Friday, June 25, 2010

AN AIRLINE CAREER BEGINS

It's surprising how a career starts. Looking back on my life, I guess it was fate. I started out as a dental technician to join a good friend who, like me, was waiting to join the Army. I needed something to do. The army provided me the opportunity to work with dentists, and this ended up leading me to the United States. The unpleasant situation which made me to give up this profession, forced me to seek another career path, which fortunately led me to one that I got to love. Back in the 1940's the airline industry was really just getting started. I didn't know it at the time, but here I was on the ground floor with United Air Lines which, in the future, was to become a major American airline.

I reported for work in November 1946, as a reservations agent. My job was to answer the reservation phone and book the caller on a flight to the destination requested. There were no computers in those days; each flight and date had a page with spaces for the number of seats available. When I started, our airplanes were 21 passenger DC-3s. When each 21 spaces were filled out with names written in, the flight was sold out. United's main route was from the West Coast to New York, with stops in various cities enroute.

I had my first flight as an employee in December of 1947, when the company sent me to Chicago to attend a two weeks training course. It was quite an experience; it took us three days to get there. Our DC-3 was about half full. The Stewardess, that's what they used to call these lovely ladies, gave us all blankets, as whatever heating the aircraft had was not enough for winter operation. We made three stops enroute and, at two of them, Salt Lake City and Omaha, we landed but had to stay overnight due to snow storms. At the two stops where we could not take off, United put us all up in a hotel. Finally we reached Chicago.

The United Airlines training classes were held right at the Chicago Airport. As I remember, we had about twenty participants; most from SanFrancisco, as this was to be united's main station at that time. All of us were accommodated at a nearby hotel. We would be picked up every morning and transported to the airport. The weather was terrible, the wind blew, and it snowed almost every day. Chicago's nickname as the "Windy City" certainly was apropos. The two weeks went by fast and we were soon enroute back to beautiful SanFrancisco.

While I was attending classes in Chicago, my mother moved to SanFrancisco to be with me. This was very fortunate as I had only been at work for a few days when I came down with the measles. It was just at that time that United decided that they had hired too many people as they were anticipating receiving a number of DC-4 aircraft from the military. The military was reducing their need for all the aircraft they used for the war, but ended up delaying their return to the airlines for almost six months. The SFO reservations manager had the job of deciding who would be furloughed. As I was one of the last hired, they tried to reach me at home to give me the bad news. Since I was sick in bed, my mother took the phone call. Instead of telling me, she somehow got an appointment with the reservations manager and talked him out of furloughing me. I don't know exactly what she told him, probably something about how dedicated to my job I was, how much I loved my job, etc. I guess it worked as I kept my job. (Never underestimate the power of your mother.)


 

Being a reservations agent was not a difficult job. I got to talk to a lot of very interesting people who wanted to fly somewhere and learned about all the different destinations in the USA. Flying was not the popular means of transportation that it is today. The old DC-3s were not pressurized so they couldn't fly over about 13,000 feet. Today they can fly at 30,000 feet or higher. The turbulence back then could be high at times and weather would often result in delays or cancellation of flights. In some ways, this has not changed. Mother Nature still has a say in this.

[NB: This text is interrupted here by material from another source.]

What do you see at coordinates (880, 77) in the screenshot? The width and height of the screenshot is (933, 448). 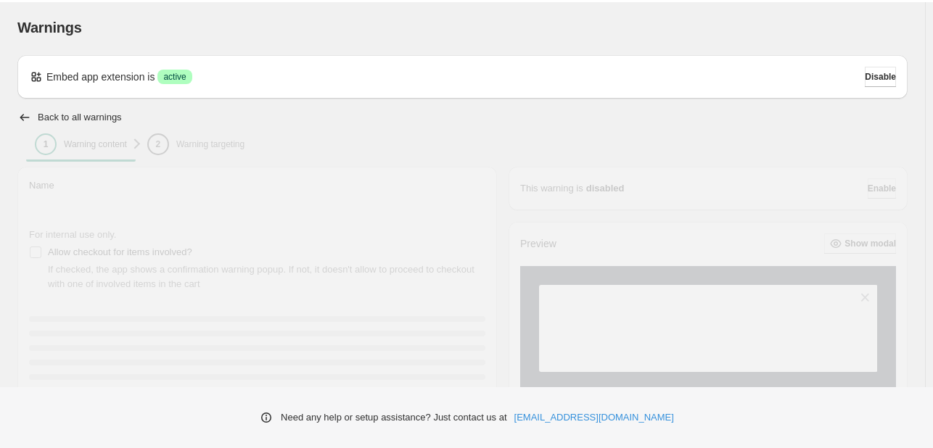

I remember being at the airport when welcomed the first DC-4 in SanFrancisco. Compared to the DC-3s, it had 44 seats instead of 21, and I remember remarking to a fellow employee: "Where in California, are we going to find 44 people who all want to go somewhere at the same time"? Filling 21 seats on a DC-3 was not always easy, back in 1946 we would often have to assure people that flying was safe, that they wouldn't get a nose bleed and that the stewardess was a registered nurse (as it was in those days). I had been with the Company for almost a year when, in November of 1948, United had a fatal crash in Brice Canyon.

As it happened after every commercial air line crash, people would cancel reservations. Phone activity would drop dramatically. It was at that time that United and Eastern airlines made an agreement on personnel. Since neither airline competed for passengers (United was primarily an East West carrier and Eastern a North/ South carrier). The agreement called for United to loan personnel to Eastern during the winter, and Eastern would loan personnel to United in the summer season. This agreement was very timely for us as the Brice Canyon crash cut deeply into our passenger loads and once again we had more employees than needed. That's when I was asked, "Would you like to spend the winter working with Eastern Airlines?" I thought for about thirty seconds… and responded YES. It was on my first anniversary with United that I found myself enroute to sunshiny Miami.